YfmK is an N-lysine acetyltransferase that directly acetylates the histone-like protein HBsu in .

Proc Natl Acad Sci U S A

Public Health Research Institute Center of New Jersey Medical School, Rutgers University, Newark, NJ 07103

Published: February 2019

N-lysine acetylation is an abundant and dynamic regulatory posttranslational modification that remains poorly characterized in bacteria. In bacteria, hundreds of proteins are known to be acetylated, but the biological significance of the majority of these events remains unclear. Previously, we characterized the acetylome and found that the essential histone-like protein HBsu contains seven previously unknown acetylation sites in vivo. Here, we investigate whether acetylation is a regulatory component of the function of HBsu in nucleoid compaction. Using mutations that mimic the acetylated and unacetylated forms of the protein, we show that the inability to acetylate key HBsu lysine residues results in a more compacted nucleoid. We further investigated the mechanism of HBsu acetylation. We screened deletions of the ∼50 putative GNAT domain-encoding genes in for their effects on DNA compaction, and identified five candidates that may encode acetyltransferases acting on HBsu. Genetic bypass experiments demonstrated that two of these, YfmK and YdgE, can acetylate Hbsu, and their potential sites of action on HBsu were identified. Additionally, purified YfmK was able to directly acetylate HBsu in vitro, suggesting that it is the second identified protein acetyltransferase in We propose that at least one physiological function of the acetylation of HBsu at key lysine residues is to regulate nucleoid compaction, analogous to the role of histone acetylation in eukaryotes.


All lines from the entries below that contain the string "circle" should be copied out.

_Provided data_
┄┄┄┄┄┄┄┄┄┄
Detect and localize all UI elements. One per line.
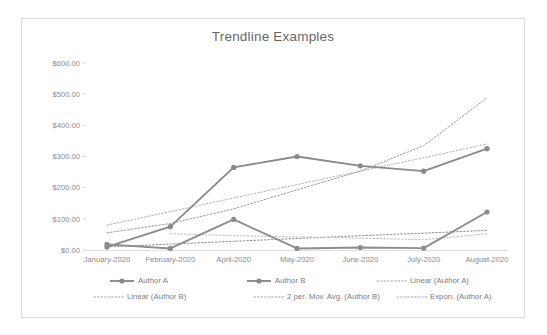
data-point-marker-author-b bbox=[294, 246, 299, 251]
trendline-expon-author-a bbox=[107, 98, 487, 233]
data-point-marker-author-a bbox=[484, 146, 489, 151]
x-axis-tick-label: February-2020 bbox=[145, 255, 195, 264]
y-axis-tick-label: $200.00 bbox=[53, 183, 80, 192]
x-axis-tick-label: January-2020 bbox=[84, 255, 130, 264]
x-axis-tick-label: August-2020 bbox=[465, 255, 508, 264]
x-axis-tick-label: June-2020 bbox=[342, 255, 378, 264]
legend-item[interactable]: Linear (Author A) bbox=[377, 276, 469, 285]
trendlines-group bbox=[107, 98, 487, 247]
data-point-marker-author-a bbox=[168, 224, 173, 229]
legend-swatch-marker bbox=[119, 278, 124, 283]
data-series-group bbox=[104, 146, 489, 251]
data-point-marker-author-b bbox=[104, 242, 109, 247]
x-axis-tick-labels: January-2020February-2020April-2020May-2… bbox=[84, 255, 509, 264]
legend-item[interactable]: Expon. (Author A) bbox=[397, 292, 492, 301]
y-axis-tick-label: $100.00 bbox=[53, 215, 80, 224]
x-axis-tick-label: July-2020 bbox=[407, 255, 440, 264]
legend-item[interactable]: Author B bbox=[247, 276, 305, 285]
chart-legend[interactable]: Author AAuthor BLinear (Author A)Linear … bbox=[94, 276, 492, 301]
data-point-marker-author-b bbox=[484, 209, 489, 214]
y-axis-tick-label: $600.00 bbox=[53, 59, 80, 68]
y-axis-tick-label: $300.00 bbox=[53, 152, 80, 161]
y-axis-tick-label: $400.00 bbox=[53, 121, 80, 130]
data-point-marker-author-a bbox=[231, 165, 236, 170]
legend-item[interactable]: 2 per. Mov. Avg. (Author B) bbox=[254, 292, 380, 301]
legend-label: Author B bbox=[275, 276, 305, 285]
series-line-author-a bbox=[107, 149, 487, 247]
legend-item[interactable]: Linear (Author B) bbox=[94, 292, 187, 301]
data-point-marker-author-a bbox=[421, 169, 426, 174]
legend-swatch-marker bbox=[256, 278, 261, 283]
data-point-marker-author-a bbox=[358, 163, 363, 168]
chart-plot-area: $600.00$500.00$400.00$300.00$200.00$100.… bbox=[22, 19, 526, 319]
series-line-author-b bbox=[107, 212, 487, 248]
legend-label: Linear (Author A) bbox=[410, 276, 469, 285]
y-axis-tick-label: $0.00 bbox=[61, 246, 80, 255]
y-axis-tick-label: $500.00 bbox=[53, 90, 80, 99]
data-point-marker-author-b bbox=[358, 245, 363, 250]
y-axis-tick-marks bbox=[83, 63, 86, 250]
x-axis-tick-label: May-2020 bbox=[280, 255, 314, 264]
data-point-marker-author-a bbox=[294, 154, 299, 159]
chart-container: Trendline Examples $600.00$500.00$400.00… bbox=[21, 18, 525, 318]
legend-label: 2 per. Mov. Avg. (Author B) bbox=[287, 292, 380, 301]
data-point-marker-author-b bbox=[231, 217, 236, 222]
data-point-marker-author-b bbox=[168, 246, 173, 251]
data-point-marker-author-b bbox=[421, 246, 426, 251]
y-axis-tick-labels: $600.00$500.00$400.00$300.00$200.00$100.… bbox=[53, 59, 80, 255]
legend-label: Author A bbox=[138, 276, 169, 285]
x-axis-tick-label: April-2020 bbox=[216, 255, 251, 264]
legend-label: Linear (Author B) bbox=[127, 292, 187, 301]
legend-label: Expon. (Author A) bbox=[430, 292, 492, 301]
legend-item[interactable]: Author A bbox=[110, 276, 169, 285]
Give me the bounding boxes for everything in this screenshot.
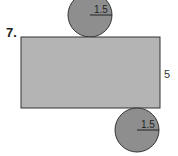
bottom-radius-label: 1.5: [141, 119, 155, 130]
problem-number: 7.: [6, 25, 17, 40]
top-radius-label: 1.5: [94, 4, 108, 15]
cylinder-net-diagram: 1.5 1.5 7. 5: [0, 0, 178, 156]
top-circle: 1.5: [68, 0, 112, 37]
height-label: 5: [164, 68, 170, 80]
bottom-circle: 1.5: [115, 108, 159, 152]
lateral-rectangle: [21, 37, 160, 108]
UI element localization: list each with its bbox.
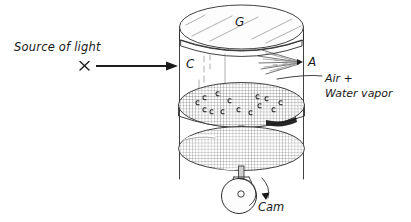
label-source-of-light: Source of light — [14, 40, 101, 54]
light-arrow — [96, 62, 178, 71]
label-chamber: C — [186, 57, 195, 71]
cam-hub — [238, 191, 244, 197]
lower-piston-face — [179, 127, 305, 171]
figure-canvas: G — [0, 0, 411, 222]
label-glass-top: G — [235, 15, 244, 29]
cam-rotation-arrow — [262, 178, 270, 200]
nozzle-tip — [297, 59, 303, 65]
cloud-chamber-diagram: G — [0, 0, 411, 222]
label-gas-line1: Air + — [324, 72, 353, 85]
glass-top-plate — [180, 5, 304, 57]
lower-piston-disc — [179, 127, 305, 172]
source-marker — [80, 62, 89, 71]
upper-piston-disc — [179, 83, 305, 128]
light-arrow-head — [166, 62, 178, 71]
gas-leader-line — [277, 75, 322, 79]
label-nozzle: A — [307, 55, 316, 69]
label-cam: Cam — [258, 200, 284, 214]
spray-lines — [258, 50, 299, 74]
label-gas-line2: Water vapor — [325, 87, 394, 100]
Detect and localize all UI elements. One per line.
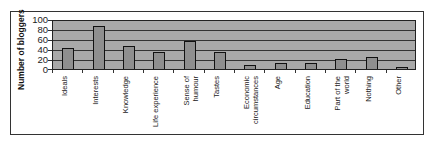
┄┄┄┄┄┄┄┄┄┄
_Your response_
top-circle: 1.5: [68, 0, 112, 37]
bottom-circle: 1.5: [115, 108, 159, 152]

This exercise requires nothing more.